Supplied material

....................

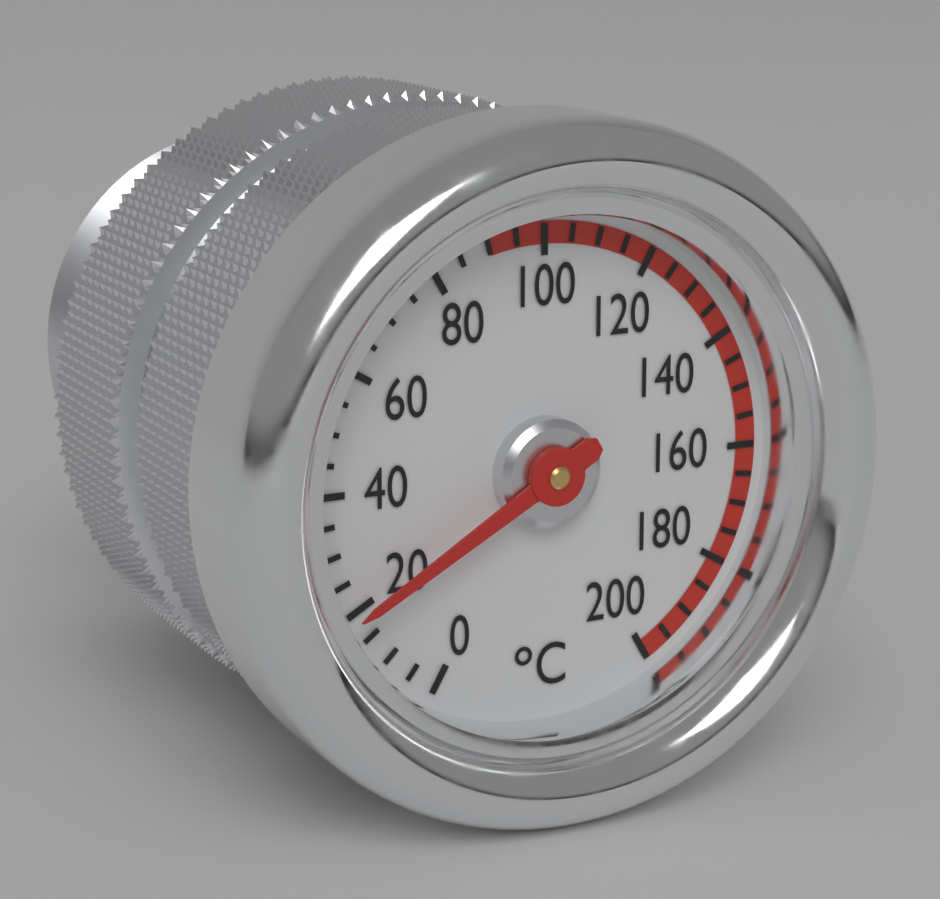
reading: 20 °C
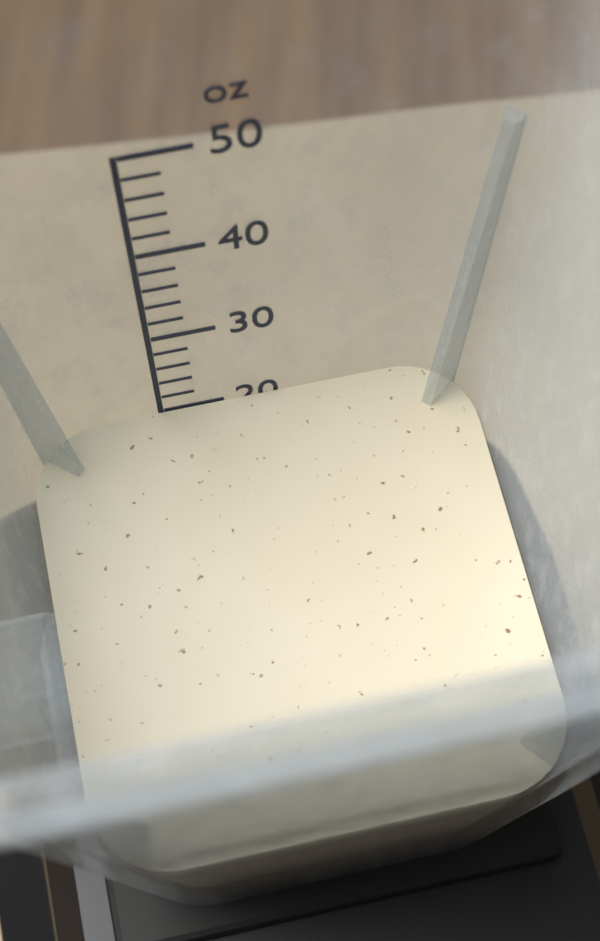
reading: 20 oz
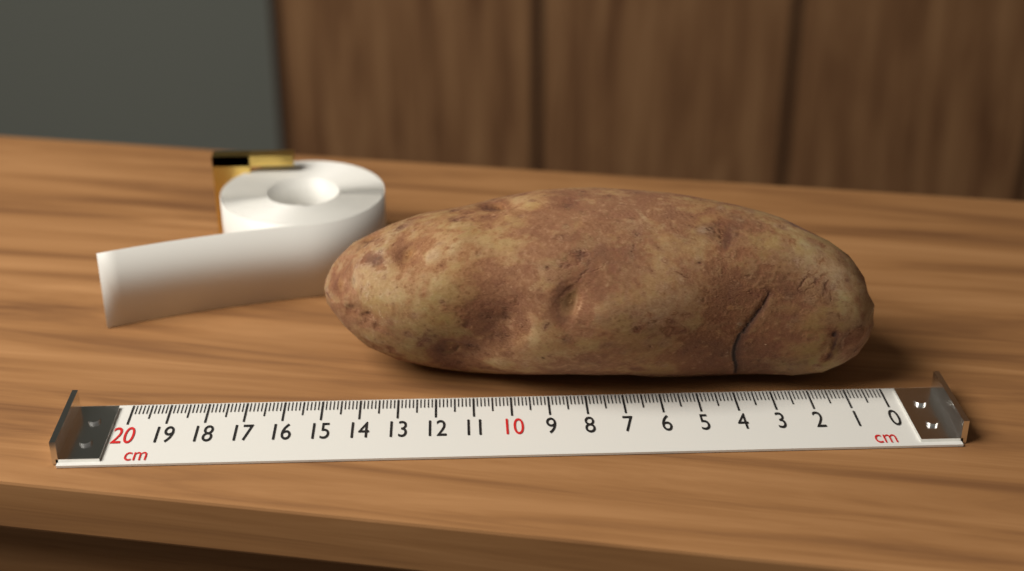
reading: 15.0 cm
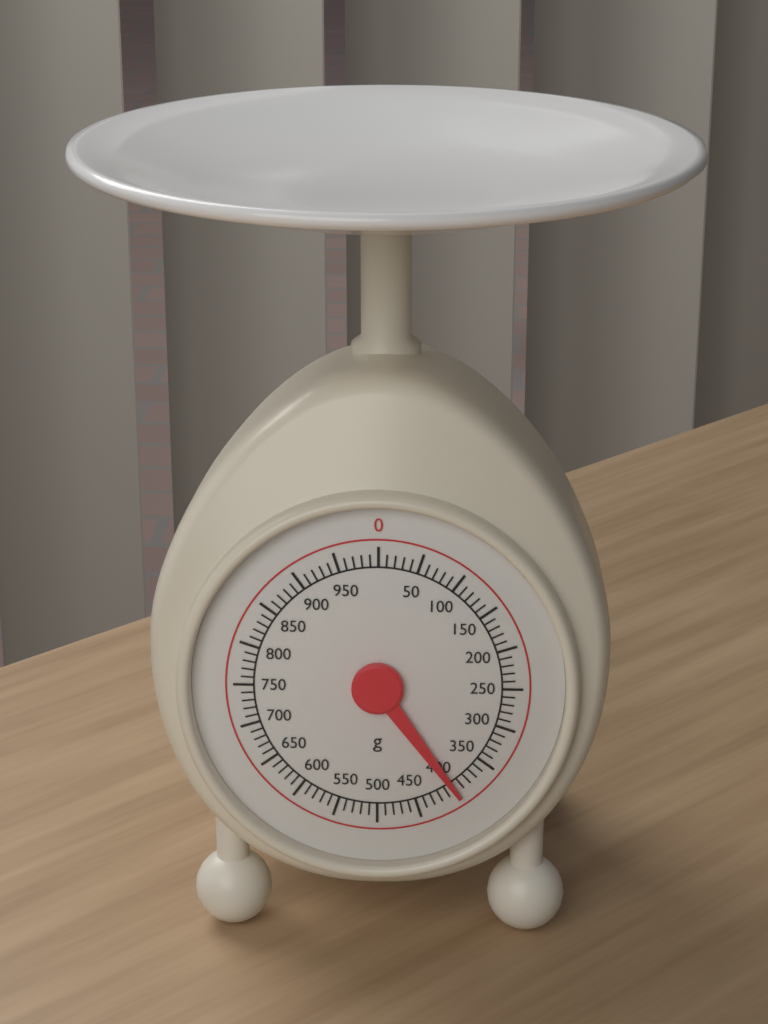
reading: 400 g
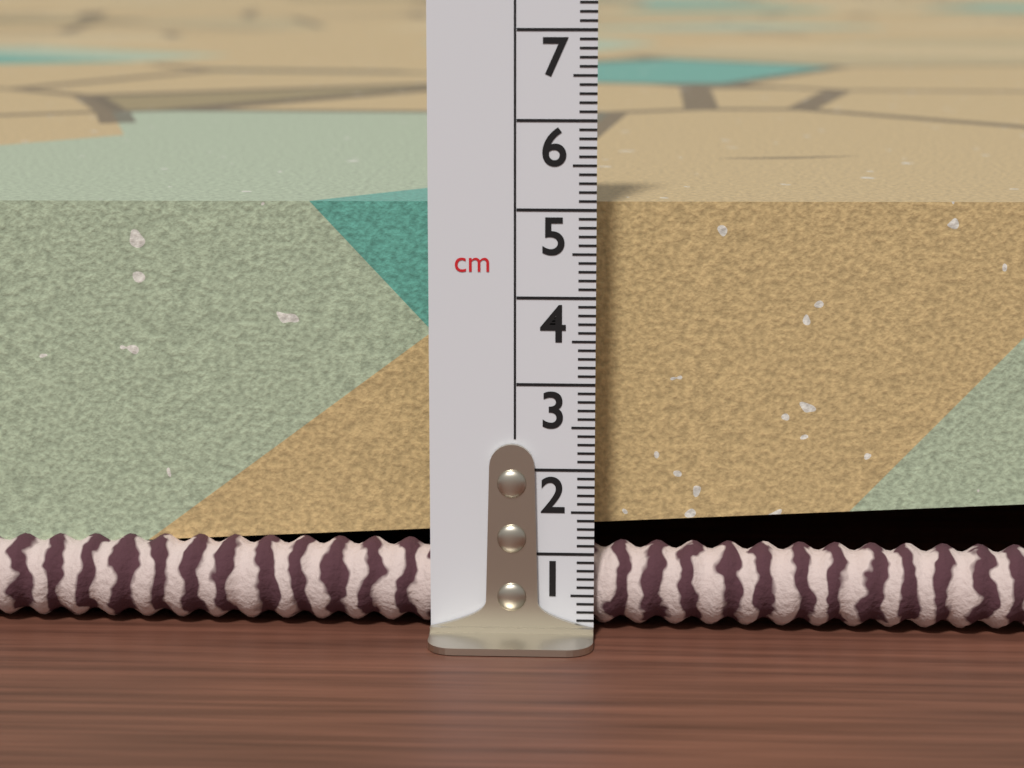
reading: 5.0 cm
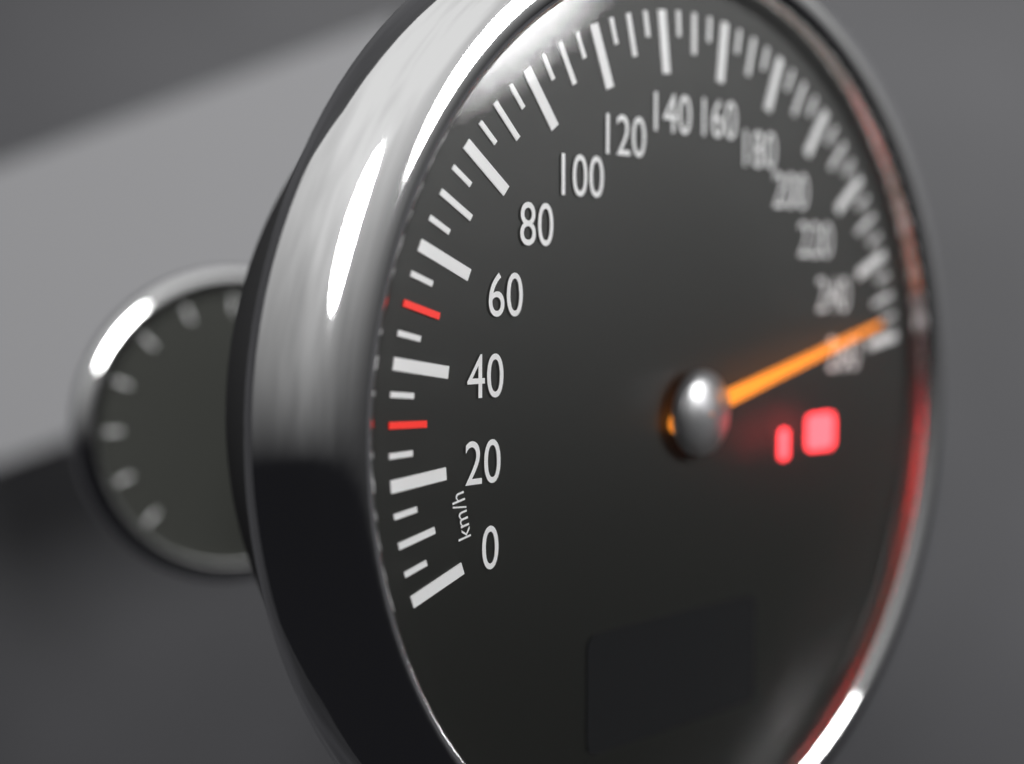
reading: 255 km/h
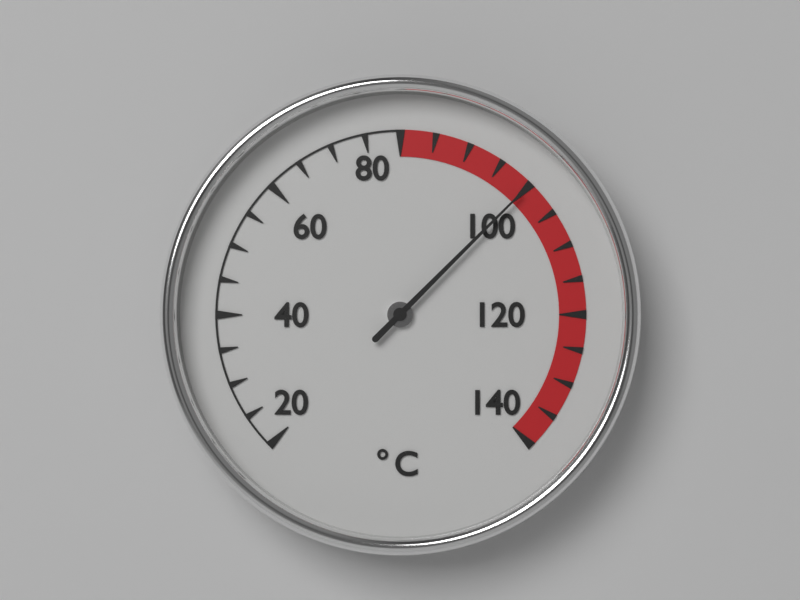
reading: 100 °C
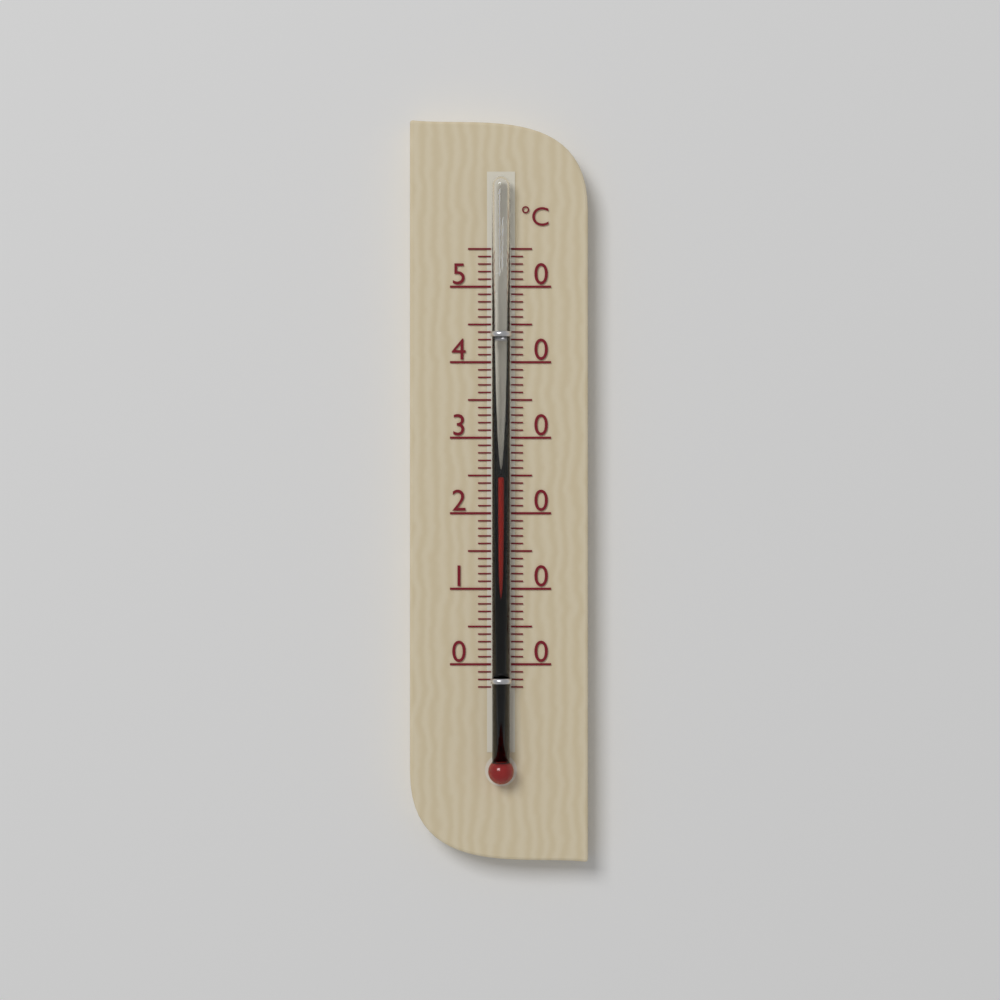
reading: 25 °C
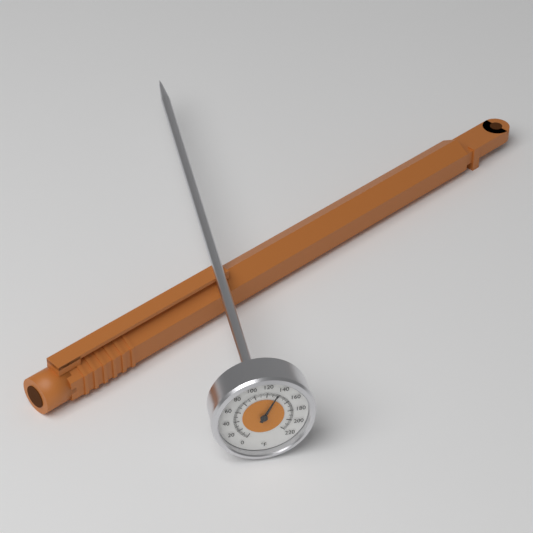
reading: 136 °F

....................

Work item
Exclude the images and output the lines above exactly.

Written response
reading: 20 °C
reading: 20 oz
reading: 15.0 cm
reading: 400 g
reading: 5.0 cm
reading: 255 km/h
reading: 100 °C
reading: 25 °C
reading: 136 °F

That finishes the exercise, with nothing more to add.